CAIDA: Cooperative Association for Internet Data Analysis

CAIDA (Cooperative Association for Internet Data Analysis) has a wealth of information, papers, analysis, and tools on their web site, including mass information visualization tools that have been developed and links to information about the visualization techniques. You can also get cool posters of the Internet. In their “about” page they write that CAIDA is,

a collaborative undertaking among organizations in the commercial, government, and research sectors aimed at promoting greater cooperation in the engineering and maintenance of a robust, scalable global Internet infrastructure. CAIDA provides a neutral framework to support cooperative technical endeavors.

China and cyber dissidents

The Globe and Mail has a story about how Cyber dissidents rattle China’s thought police. The story features the “Stainless Steel Mouse”, a 24-year-old woman Liu Di who was jailed for a year for her online activities. What is scary is how many people China purportedly has monitoring the net. It is also scary how technology companies have worked with the government to develop online surveillance tools. China may prove the Internet is as easy to patrol as the streets. The story is by Rod Mickleburgh, Friday, Oct. 29, 2004, Page A16.

Web advertising begins to pay

A story in the Guardian Unlimited title, Online cashes in at last by Own Gibson (Oct. 18, 2004) reports on new UK data that shows that internet advertising has risen past Cinema to challenge radio.

According to research due to be unveiled today by Microsoft’s internet arm MSN, confidence is higher than ever among sales staff at major sites such as MSN, AOL and Yahoo! and the agencies that buy space on them. After years of trying, and in some cases under-delivering, it looks as if the internet’s accountability, measurability and targeting is finally making an impression on the big brands. In certain sectors, notably cars and finance, online ads are now an integral part of any big campaign, rather than an afterthought.

I wonder what percentage of this is Google ads?

Canada High-Speed

Globetechnology has a story on “The world’s most connected place” by Dave Ebner from Sept. 16, 2004. Canada is the second most connected country in terms of percentage of households with high-speed Internet connections after South Korea. And, massive on-line gaming is one reason Koreans are getting high-speed. (Apparently Korea is also dense and urban, which makes it easier to wire.)
Continue reading Canada High-Speed

h2g2: BBC’s unconventional Guide to Life, the Universe and Everything

The BBC took over, in 2001, the h2g2 server which is the site for The Hitchhiker’s Guide to the Galaxy. It is a community generated encyclopedia with an attitude. This Douglas Adams inspired reference tool is where I found a page about l33t speak.
Continue reading h2g2: BBC’s unconventional Guide to Life, the Universe and Everything

The next thing in internet search?

Matt Patey pointed out to me a story in the Economist.com computer section with the title, From factoids to facts, Aug 26th, 2004. The story is about “Ask MSR” (MSR = Microsoft Research) a search engine that tries to answer factual questions using information on web pages through text manipulation.

WHAT is the next stage in the evolution of internet search engines? AltaVista demonstrated that indexing the entire world wide web was feasible. Google’s success stems from its uncanny ability to sort useful web pages from dross. But the real prize will surely go to whoever can use the web to deliver a straight answer to a straight question. And Eric Brill, a researcher at Microsoft, intends that his firm will be the first to do that.

Text analysis in bulk – it just goes to show that the internet and web are really just large concording projects.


## HOW TO COMPLETE THIS TASK
Reproduce the whole listing that follows, character for character, and drop the images.

[Opening THE DATA section]

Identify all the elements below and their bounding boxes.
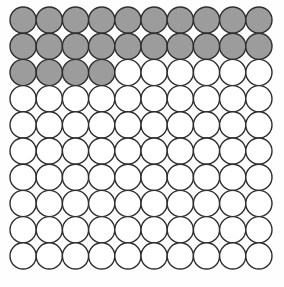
circle-unshaded xyxy=(167,190,193,216)
circle-unshaded xyxy=(115,86,141,112)
circle-unshaded xyxy=(246,59,272,85)
circle-row xyxy=(10,190,272,216)
circle-unshaded xyxy=(193,243,219,269)
circle-unshaded xyxy=(10,86,36,112)
circle-unshaded xyxy=(141,190,167,216)
circle-unshaded xyxy=(246,86,272,112)
circle-shaded xyxy=(246,7,272,33)
circle-unshaded xyxy=(141,164,167,190)
circle-unshaded xyxy=(220,217,246,243)
circle-unshaded xyxy=(167,86,193,112)
circle-unshaded xyxy=(141,59,167,85)
circle-unshaded xyxy=(246,112,272,138)
circle-unshaded xyxy=(220,59,246,85)
circle-unshaded xyxy=(167,217,193,243)
circle-unshaded xyxy=(193,86,219,112)
circle-unshaded xyxy=(36,217,62,243)
circle-row xyxy=(10,86,272,112)
circle-unshaded xyxy=(141,112,167,138)
circle-unshaded xyxy=(167,112,193,138)
circle-unshaded xyxy=(89,112,115,138)
circle-row xyxy=(10,138,272,164)
circle-shaded xyxy=(36,59,62,85)
circle-unshaded xyxy=(193,190,219,216)
circle-unshaded xyxy=(10,138,36,164)
circle-row xyxy=(10,243,272,269)
circle-unshaded xyxy=(141,243,167,269)
circle-grid xyxy=(0,0,284,287)
circle-row xyxy=(10,217,272,243)
circle-unshaded xyxy=(62,243,88,269)
circle-shaded xyxy=(36,33,62,59)
circle-unshaded xyxy=(246,138,272,164)
circle-unshaded xyxy=(115,59,141,85)
circle-unshaded xyxy=(193,59,219,85)
circle-shaded xyxy=(89,59,115,85)
circle-row xyxy=(10,112,272,138)
circle-shaded xyxy=(89,33,115,59)
circle-unshaded xyxy=(36,112,62,138)
circle-unshaded xyxy=(89,86,115,112)
circle-unshaded xyxy=(141,138,167,164)
circle-unshaded xyxy=(167,59,193,85)
circle-unshaded xyxy=(89,164,115,190)
circle-unshaded xyxy=(167,164,193,190)
circle-unshaded xyxy=(89,190,115,216)
circle-shaded xyxy=(10,33,36,59)
circle-shaded xyxy=(36,7,62,33)
circle-shaded xyxy=(193,7,219,33)
circle-unshaded xyxy=(115,164,141,190)
circle-unshaded xyxy=(220,190,246,216)
circle-unshaded xyxy=(167,138,193,164)
circle-unshaded xyxy=(62,112,88,138)
circle-unshaded xyxy=(115,190,141,216)
circle-shaded xyxy=(220,7,246,33)
circle-shaded xyxy=(62,59,88,85)
circle-unshaded xyxy=(141,86,167,112)
circle-unshaded xyxy=(36,138,62,164)
circle-shaded xyxy=(62,33,88,59)
circle-shaded xyxy=(10,59,36,85)
figure-root xyxy=(0,0,284,287)
circle-unshaded xyxy=(36,190,62,216)
circle-shaded xyxy=(89,7,115,33)
circle-unshaded xyxy=(115,112,141,138)
circle-shaded xyxy=(115,33,141,59)
circle-unshaded xyxy=(220,138,246,164)
circle-unshaded xyxy=(10,243,36,269)
circle-shaded xyxy=(141,33,167,59)
circle-unshaded xyxy=(89,243,115,269)
circle-unshaded xyxy=(115,138,141,164)
circle-unshaded xyxy=(141,217,167,243)
circle-unshaded xyxy=(193,217,219,243)
circle-row xyxy=(10,7,272,33)
circle-unshaded xyxy=(62,164,88,190)
circle-unshaded xyxy=(220,164,246,190)
circle-shaded xyxy=(141,7,167,33)
circle-unshaded xyxy=(193,138,219,164)
circle-unshaded xyxy=(10,190,36,216)
circle-shaded xyxy=(220,33,246,59)
circle-unshaded xyxy=(246,190,272,216)
circle-unshaded xyxy=(246,164,272,190)
circle-unshaded xyxy=(62,138,88,164)
circle-unshaded xyxy=(220,86,246,112)
circle-shaded xyxy=(167,33,193,59)
circle-unshaded xyxy=(193,112,219,138)
circle-shaded xyxy=(167,7,193,33)
circle-row xyxy=(10,33,272,59)
circle-shaded xyxy=(193,33,219,59)
circle-row xyxy=(10,59,272,85)
circle-shaded xyxy=(115,7,141,33)
circle-unshaded xyxy=(246,243,272,269)
circle-unshaded xyxy=(115,217,141,243)
circle-unshaded xyxy=(89,138,115,164)
circle-unshaded xyxy=(10,164,36,190)
circle-unshaded xyxy=(36,164,62,190)
circle-unshaded xyxy=(220,112,246,138)
circle-unshaded xyxy=(62,190,88,216)
circle-unshaded xyxy=(167,243,193,269)
circle-unshaded xyxy=(10,217,36,243)
circle-unshaded xyxy=(10,112,36,138)
circle-row xyxy=(10,164,272,190)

[Closing THE DATA section]

## PROBLEM SOLUTION
Identify all the elements below and their bounding boxes.
circle-unshaded xyxy=(167,190,193,216)
circle-unshaded xyxy=(115,86,141,112)
circle-unshaded xyxy=(246,59,272,85)
circle-row xyxy=(10,190,272,216)
circle-unshaded xyxy=(193,243,219,269)
circle-unshaded xyxy=(10,86,36,112)
circle-unshaded xyxy=(141,190,167,216)
circle-unshaded xyxy=(246,86,272,112)
circle-shaded xyxy=(246,7,272,33)
circle-unshaded xyxy=(141,164,167,190)
circle-unshaded xyxy=(220,217,246,243)
circle-unshaded xyxy=(167,86,193,112)
circle-unshaded xyxy=(141,59,167,85)
circle-unshaded xyxy=(246,112,272,138)
circle-unshaded xyxy=(220,59,246,85)
circle-unshaded xyxy=(167,217,193,243)
circle-unshaded xyxy=(193,86,219,112)
circle-unshaded xyxy=(36,217,62,243)
circle-row xyxy=(10,86,272,112)
circle-unshaded xyxy=(141,112,167,138)
circle-unshaded xyxy=(167,112,193,138)
circle-unshaded xyxy=(89,112,115,138)
circle-row xyxy=(10,138,272,164)
circle-shaded xyxy=(36,59,62,85)
circle-unshaded xyxy=(193,190,219,216)
circle-unshaded xyxy=(10,138,36,164)
circle-row xyxy=(10,243,272,269)
circle-unshaded xyxy=(141,243,167,269)
circle-grid xyxy=(0,0,284,287)
circle-row xyxy=(10,217,272,243)
circle-unshaded xyxy=(62,243,88,269)
circle-shaded xyxy=(36,33,62,59)
circle-unshaded xyxy=(246,138,272,164)
circle-unshaded xyxy=(115,59,141,85)
circle-unshaded xyxy=(193,59,219,85)
circle-shaded xyxy=(89,59,115,85)
circle-row xyxy=(10,112,272,138)
circle-shaded xyxy=(89,33,115,59)
circle-unshaded xyxy=(36,112,62,138)
circle-unshaded xyxy=(89,86,115,112)
circle-unshaded xyxy=(141,138,167,164)
circle-unshaded xyxy=(167,59,193,85)
circle-unshaded xyxy=(89,164,115,190)
circle-unshaded xyxy=(167,164,193,190)
circle-unshaded xyxy=(89,190,115,216)
circle-shaded xyxy=(10,33,36,59)
circle-shaded xyxy=(36,7,62,33)
circle-shaded xyxy=(193,7,219,33)
circle-unshaded xyxy=(115,164,141,190)
circle-unshaded xyxy=(220,190,246,216)
circle-unshaded xyxy=(167,138,193,164)
circle-unshaded xyxy=(62,112,88,138)
circle-unshaded xyxy=(115,190,141,216)
circle-shaded xyxy=(220,7,246,33)
circle-shaded xyxy=(62,59,88,85)
circle-unshaded xyxy=(141,86,167,112)
circle-unshaded xyxy=(36,138,62,164)
circle-shaded xyxy=(62,33,88,59)
circle-shaded xyxy=(10,59,36,85)
figure-root xyxy=(0,0,284,287)
circle-unshaded xyxy=(36,190,62,216)
circle-shaded xyxy=(89,7,115,33)
circle-unshaded xyxy=(115,112,141,138)
circle-shaded xyxy=(115,33,141,59)
circle-unshaded xyxy=(220,138,246,164)
circle-unshaded xyxy=(10,243,36,269)
circle-shaded xyxy=(141,33,167,59)
circle-unshaded xyxy=(89,243,115,269)
circle-unshaded xyxy=(115,138,141,164)
circle-unshaded xyxy=(141,217,167,243)
circle-unshaded xyxy=(193,217,219,243)
circle-row xyxy=(10,7,272,33)
circle-unshaded xyxy=(62,164,88,190)
circle-unshaded xyxy=(220,164,246,190)
circle-shaded xyxy=(141,7,167,33)
circle-unshaded xyxy=(193,138,219,164)
circle-unshaded xyxy=(10,190,36,216)
circle-shaded xyxy=(220,33,246,59)
circle-unshaded xyxy=(246,190,272,216)
circle-unshaded xyxy=(246,164,272,190)
circle-unshaded xyxy=(62,138,88,164)
circle-unshaded xyxy=(220,86,246,112)
circle-shaded xyxy=(167,33,193,59)
circle-unshaded xyxy=(193,112,219,138)
circle-shaded xyxy=(167,7,193,33)
circle-row xyxy=(10,33,272,59)
circle-shaded xyxy=(193,33,219,59)
circle-row xyxy=(10,59,272,85)
circle-shaded xyxy=(115,7,141,33)
circle-unshaded xyxy=(246,243,272,269)
circle-unshaded xyxy=(115,217,141,243)
circle-unshaded xyxy=(89,138,115,164)
circle-unshaded xyxy=(10,164,36,190)
circle-unshaded xyxy=(36,164,62,190)
circle-unshaded xyxy=(220,112,246,138)
circle-unshaded xyxy=(62,190,88,216)
circle-unshaded xyxy=(167,243,193,269)
circle-unshaded xyxy=(10,217,36,243)
circle-unshaded xyxy=(10,112,36,138)
circle-row xyxy=(10,164,272,190)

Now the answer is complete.